The Plot
Susie Salmon (Saoirse Ronan) is a 14-year-old romantic and aspiring photographer with a loving family living in suburban Pennsylvania in 1973. Their idyllic life hits a tragic roadblock, however, when Susie disappears one evening. The police find her hat and a significant amount of blood in a makeshift underground room dug beneath a local cornfield, and the assumption is that Susie is dead.
We know this to be the truth, as we see Susie's spirit watching the events that transpire from the afterlife, an "in-between" area between Heaven and Earth. She's initially shocked to find herself there, but soon settles in with the help of a fellow young spirit named Holly (Nikki SooHoo). Taking Holly's lead, Susie crafts an afterlife to suit her likes: full of flowers, bright sunshine, frilly dresses, sugar, spice and everything nice.
But Susie's attention turns back to her family and their struggle to pick up the pieces in the years following her death. Neither of her parents can let go, her father (Mark Wahlberg) hounding police detective Fenerman (Michael Imperioli) with theories of who the killer is and her shell-shocked mother (Rachel Weisz) drifting away from the family altogether.
Some of her family members see (or at least "sense") Susie's spirit looking over them -- notably her father and younger siblings Buckley (Christian Thomas Ashdale) and Lindsey (Rose McIver), and she tries to lead them to clues to her killer's identity: reclusive neighbor George Harvey (Stanley Tucci). Lindsey and her dad come to suspect him, but can they prove it before his hunger to kill rises again?
The End Result
Perhaps feeling the pressure to touch upon every plot point in the novel, the film rushes from one scene to another, rarely slowing down to allow the impact of the horrific events to settle in with either the audience or the characters themselves. Following Susie's death, we get only one brief, unmoving scene of her parents absorbing the ramifications of the crime before we jump to Susie frolicking in the afterlife and her father buckling down to search for the killer. Granted, you don't want the movie to devolve into a maudlin weep-fest, but the dramatic elements -- the meat of the book, from what I gather -- are reduced to nil in favor of the Hollywood staples of special effects (in the Heaven scenes) and murder mystery thrills (tracking down the culprit).
The negligible dramatic impact doesn't receive any boost from the casting of Mark Wahlberg, who's somehow fumbled his way into A-list roles. Between his perpetually dead eyes and furrowed brow, his lack of emotional range and a confused speech pattern that makes every sentence sound like a question, the former rapper's performance is a chore to endure, draining the impact from any scenes in which he appears. The usually reliable Rachel Weisz takes the brunt of Wahlberg's deadening effect, her attempts at angst seemingly exaggerated to overcompensate for her co-star's blandness. Even apart from her scenes with him, however, Weisz seems to be just going through the motions -- much like the film itself -- her performance vanishing into the same irrelevance to which her character is relegated.
On the bright side, there are some wonderful performances in The Lovely Bones, headed by Ronan herself, who displays both the wide-eyed, romantic innocence of an adolescent and the poise of a seasoned actress. Susan Sarandon's lighthearted turn as Susie's straight-talking grandmother, meanwhile, helps keep the Salmon family from becoming a dull, one-note clan we care little about. The standout cast member, though, is Tucci, who embodies the serial killing pedophile role a bit too genuinely for his own good. Mr. Harvey is actually the most interesting person in the film and the only one to almost escape the script's one-dimensional characterizations, but despite a few peeks into his home life, we never get a true sense of who he is and why he commits his crimes.
The story is, at its heart, a drama that deals with family dynamics, loss of innocence, grief, love and forgiveness, but that doesn't mean it can't work as the suspense thriller that Jackson tries to craft. He's indeed more adept at the thriller elements, lending a noir-ish feel to scenes of the brooding Mr. Harvey lurking in the shadows, coupled with an unnerving portrayal of the killer's matter-of-fact plotting of his sadistic crimes. Viewers do become invested in seeing the monster brought to justice -- more so than in seeing the family repair itself -- but as a thriller, The Lovely Bones still misses its mark for the same lack of emotion, shallow characterizations and sloppy storytelling that doom the dramatic moments.
We get the gist of how the characters are supposed to be interpreted -- the father is vindictive, the mother is detached, Susie is overly concerned with earthbound events -- but the script deals with them in such a perfunctory manner that we're left with only vague emotional cues. We hardly get to see the mother's issues dealing with death, and we don't get the sense that Susie is unrealistically obsessed with why she died or with getting the lives of her family getting back on track; she just wants to help them find the killer, which is what we want as well, don't we? The ambiguity of emotion is embodied in the excessive amount of pensive, knowing stares that are supposed to represent Susie's family being given some sort of otherworldly guidance but which ultimately feel like sloppy storytelling. (Granted, some issues might be inherent in the story.)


[WHAT TO PRODUCE]:
Copy the data exactly; pictures stay out of the copy.

[MATERIAL PROVIDED]:

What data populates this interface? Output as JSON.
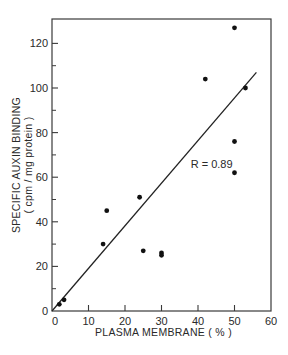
{
  "chart_data": {
    "type": "scatter",
    "title": "",
    "xlabel": "PLASMA MEMBRANE  ( % )",
    "ylabel": "SPECIFIC AUXIN BINDING",
    "ylabel_units": "( cpm / mg protein )",
    "xlim": [
      0,
      60
    ],
    "ylim": [
      0,
      130
    ],
    "x_ticks": [
      0,
      10,
      20,
      30,
      40,
      50,
      60
    ],
    "y_ticks": [
      0,
      20,
      40,
      60,
      80,
      100,
      120
    ],
    "y_minor_ticks": [
      10,
      30,
      50,
      70,
      90,
      110
    ],
    "grid": false,
    "legend": null,
    "points": [
      {
        "x": 2,
        "y": 3
      },
      {
        "x": 3.3,
        "y": 5
      },
      {
        "x": 14,
        "y": 30
      },
      {
        "x": 15,
        "y": 45
      },
      {
        "x": 24,
        "y": 51
      },
      {
        "x": 25,
        "y": 27
      },
      {
        "x": 30,
        "y": 26
      },
      {
        "x": 30,
        "y": 25
      },
      {
        "x": 42,
        "y": 104
      },
      {
        "x": 50,
        "y": 127
      },
      {
        "x": 50,
        "y": 76
      },
      {
        "x": 50,
        "y": 62
      },
      {
        "x": 53,
        "y": 100
      }
    ],
    "regression_line": {
      "x0": 0,
      "y0": 0,
      "x1": 56,
      "y1": 107
    },
    "annotations": [
      {
        "text": "R = 0.89",
        "x": 38,
        "y": 66
      }
    ]
  }
}
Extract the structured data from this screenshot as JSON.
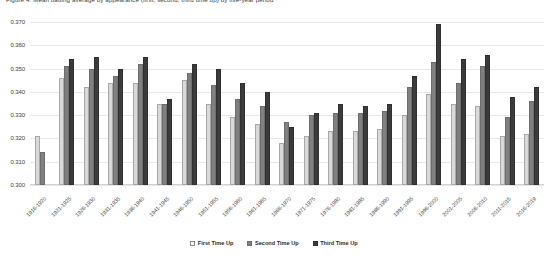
{
  "caption": "Figure 4. Mean batting average by appearance (first, second, third time up) by five-year period",
  "legend": {
    "position": "bottom-center",
    "items": [
      {
        "label": "First Time Up",
        "color": "#ffffff"
      },
      {
        "label": "Second Time Up",
        "color": "#808080"
      },
      {
        "label": "Third Time Up",
        "color": "#3b3b3b"
      }
    ]
  },
  "yaxis": {
    "ticks": [
      "0.370",
      "0.360",
      "0.350",
      "0.340",
      "0.330",
      "0.320",
      "0.310",
      "0.300"
    ],
    "min": 0.3,
    "max": 0.37,
    "step": 0.01
  },
  "chart_data": {
    "type": "bar",
    "title": "",
    "xlabel": "",
    "ylabel": "",
    "ylim": [
      0.3,
      0.37
    ],
    "grid": true,
    "legend_position": "bottom",
    "categories": [
      "1916-1920",
      "1921-1925",
      "1926-1930",
      "1931-1935",
      "1936-1940",
      "1941-1945",
      "1946-1950",
      "1951-1955",
      "1956-1960",
      "1961-1965",
      "1966-1970",
      "1971-1975",
      "1976-1980",
      "1981-1985",
      "1986-1990",
      "1991-1995",
      "1996-2000",
      "2001-2005",
      "2006-2010",
      "2011-2015",
      "2016-2019"
    ],
    "series": [
      {
        "name": "First Time Up",
        "color": "#d9d9d9",
        "values": [
          0.321,
          0.346,
          0.342,
          0.344,
          0.344,
          0.335,
          0.345,
          0.335,
          0.329,
          0.326,
          0.318,
          0.321,
          0.323,
          0.323,
          0.324,
          0.33,
          0.339,
          0.335,
          0.334,
          0.321,
          0.322
        ]
      },
      {
        "name": "Second Time Up",
        "color": "#808080",
        "values": [
          0.314,
          0.351,
          0.35,
          0.347,
          0.352,
          0.335,
          0.348,
          0.343,
          0.337,
          0.334,
          0.327,
          0.33,
          0.331,
          0.331,
          0.332,
          0.342,
          0.353,
          0.344,
          0.351,
          0.329,
          0.336
        ]
      },
      {
        "name": "Third Time Up",
        "color": "#3b3b3b",
        "values": [
          null,
          0.354,
          0.355,
          0.35,
          0.355,
          0.337,
          0.352,
          0.35,
          0.344,
          0.34,
          0.325,
          0.331,
          0.335,
          0.334,
          0.335,
          0.347,
          0.369,
          0.354,
          0.356,
          0.338,
          0.342
        ]
      }
    ]
  }
}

[RESPONSE]:
What data populates this interface? Output as JSON.
{
  "chart_data": {
    "type": "scatter",
    "title": "",
    "xlabel": "PLASMA MEMBRANE  ( % )",
    "ylabel": "SPECIFIC AUXIN BINDING",
    "ylabel_units": "( cpm / mg protein )",
    "xlim": [
      0,
      60
    ],
    "ylim": [
      0,
      130
    ],
    "x_ticks": [
      0,
      10,
      20,
      30,
      40,
      50,
      60
    ],
    "y_ticks": [
      0,
      20,
      40,
      60,
      80,
      100,
      120
    ],
    "y_minor_ticks": [
      10,
      30,
      50,
      70,
      90,
      110
    ],
    "grid": false,
    "legend": null,
    "points": [
      {
        "x": 2,
        "y": 3
      },
      {
        "x": 3.3,
        "y": 5
      },
      {
        "x": 14,
        "y": 30
      },
      {
        "x": 15,
        "y": 45
      },
      {
        "x": 24,
        "y": 51
      },
      {
        "x": 25,
        "y": 27
      },
      {
        "x": 30,
        "y": 26
      },
      {
        "x": 30,
        "y": 25
      },
      {
        "x": 42,
        "y": 104
      },
      {
        "x": 50,
        "y": 127
      },
      {
        "x": 50,
        "y": 76
      },
      {
        "x": 50,
        "y": 62
      },
      {
        "x": 53,
        "y": 100
      }
    ],
    "regression_line": {
      "x0": 0,
      "y0": 0,
      "x1": 56,
      "y1": 107
    },
    "annotations": [
      {
        "text": "R = 0.89",
        "x": 38,
        "y": 66
      }
    ]
  }
}
Extract the structured data from this screenshot as JSON.
{
  "caption": "Figure 4. Mean batting average by appearance (first, second, third time up) by five-year period",
  "legend": {
    "position": "bottom-center",
    "items": [
      {
        "label": "First Time Up",
        "color": "#ffffff"
      },
      {
        "label": "Second Time Up",
        "color": "#808080"
      },
      {
        "label": "Third Time Up",
        "color": "#3b3b3b"
      }
    ]
  },
  "yaxis": {
    "ticks": [
      "0.370",
      "0.360",
      "0.350",
      "0.340",
      "0.330",
      "0.320",
      "0.310",
      "0.300"
    ],
    "min": 0.3,
    "max": 0.37,
    "step": 0.01
  },
  "chart_data": {
    "type": "bar",
    "title": "",
    "xlabel": "",
    "ylabel": "",
    "ylim": [
      0.3,
      0.37
    ],
    "grid": true,
    "legend_position": "bottom",
    "categories": [
      "1916-1920",
      "1921-1925",
      "1926-1930",
      "1931-1935",
      "1936-1940",
      "1941-1945",
      "1946-1950",
      "1951-1955",
      "1956-1960",
      "1961-1965",
      "1966-1970",
      "1971-1975",
      "1976-1980",
      "1981-1985",
      "1986-1990",
      "1991-1995",
      "1996-2000",
      "2001-2005",
      "2006-2010",
      "2011-2015",
      "2016-2019"
    ],
    "series": [
      {
        "name": "First Time Up",
        "color": "#d9d9d9",
        "values": [
          0.321,
          0.346,
          0.342,
          0.344,
          0.344,
          0.335,
          0.345,
          0.335,
          0.329,
          0.326,
          0.318,
          0.321,
          0.323,
          0.323,
          0.324,
          0.33,
          0.339,
          0.335,
          0.334,
          0.321,
          0.322
        ]
      },
      {
        "name": "Second Time Up",
        "color": "#808080",
        "values": [
          0.314,
          0.351,
          0.35,
          0.347,
          0.352,
          0.335,
          0.348,
          0.343,
          0.337,
          0.334,
          0.327,
          0.33,
          0.331,
          0.331,
          0.332,
          0.342,
          0.353,
          0.344,
          0.351,
          0.329,
          0.336
        ]
      },
      {
        "name": "Third Time Up",
        "color": "#3b3b3b",
        "values": [
          null,
          0.354,
          0.355,
          0.35,
          0.355,
          0.337,
          0.352,
          0.35,
          0.344,
          0.34,
          0.325,
          0.331,
          0.335,
          0.334,
          0.335,
          0.347,
          0.369,
          0.354,
          0.356,
          0.338,
          0.342
        ]
      }
    ]
  }
}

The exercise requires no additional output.